[Data extract — start]
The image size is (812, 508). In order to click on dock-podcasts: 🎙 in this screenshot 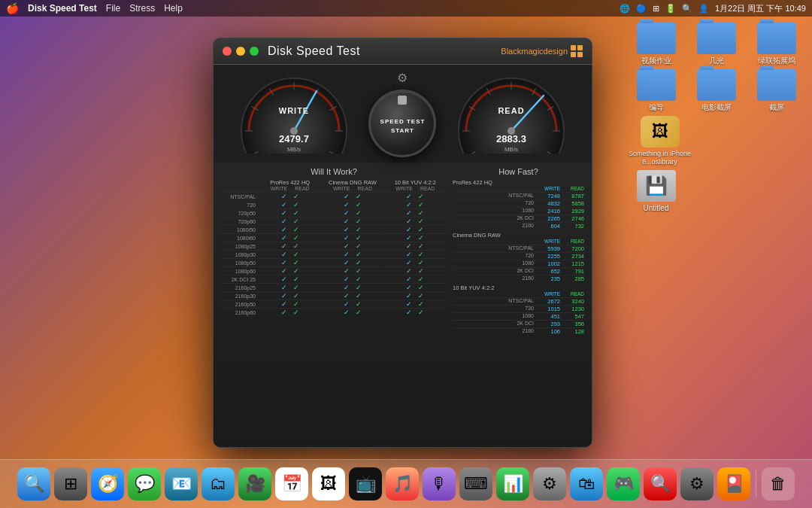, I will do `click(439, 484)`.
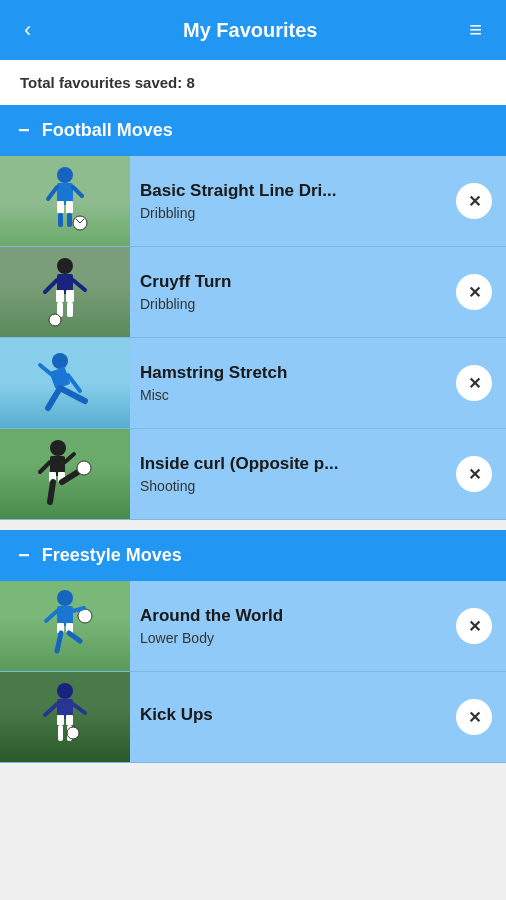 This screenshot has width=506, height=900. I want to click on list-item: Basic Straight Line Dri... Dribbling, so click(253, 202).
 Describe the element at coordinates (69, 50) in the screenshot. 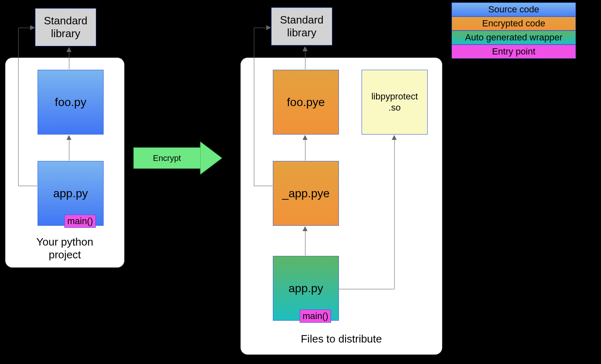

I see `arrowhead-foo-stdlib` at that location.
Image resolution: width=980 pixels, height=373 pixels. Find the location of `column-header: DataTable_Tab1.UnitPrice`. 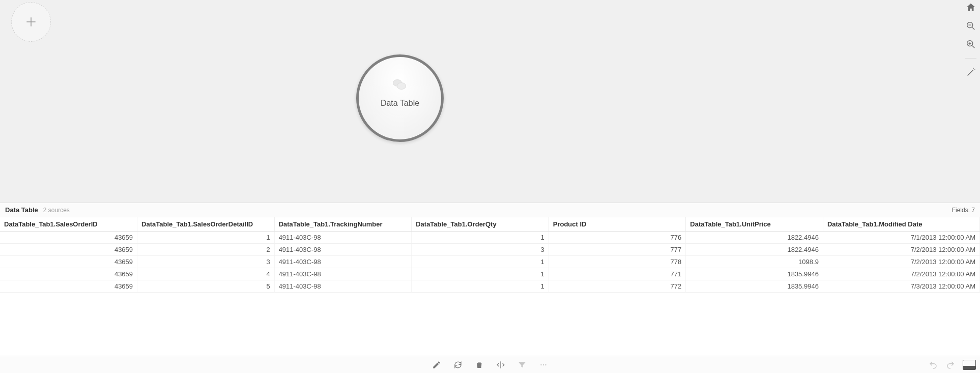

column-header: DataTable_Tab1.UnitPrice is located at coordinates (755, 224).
[Data extract — finish]
Task prompt
Only the lines from the line holding "Describe the element" through the last line above belong in the answer, repeated exactly; the pictures do not.

Solution to this task
 Describe the element at coordinates (69, 50) in the screenshot. 

I see `arrowhead-foo-stdlib` at that location.
Image resolution: width=980 pixels, height=373 pixels. Find the location of `column-header: DataTable_Tab1.UnitPrice`. 

column-header: DataTable_Tab1.UnitPrice is located at coordinates (755, 224).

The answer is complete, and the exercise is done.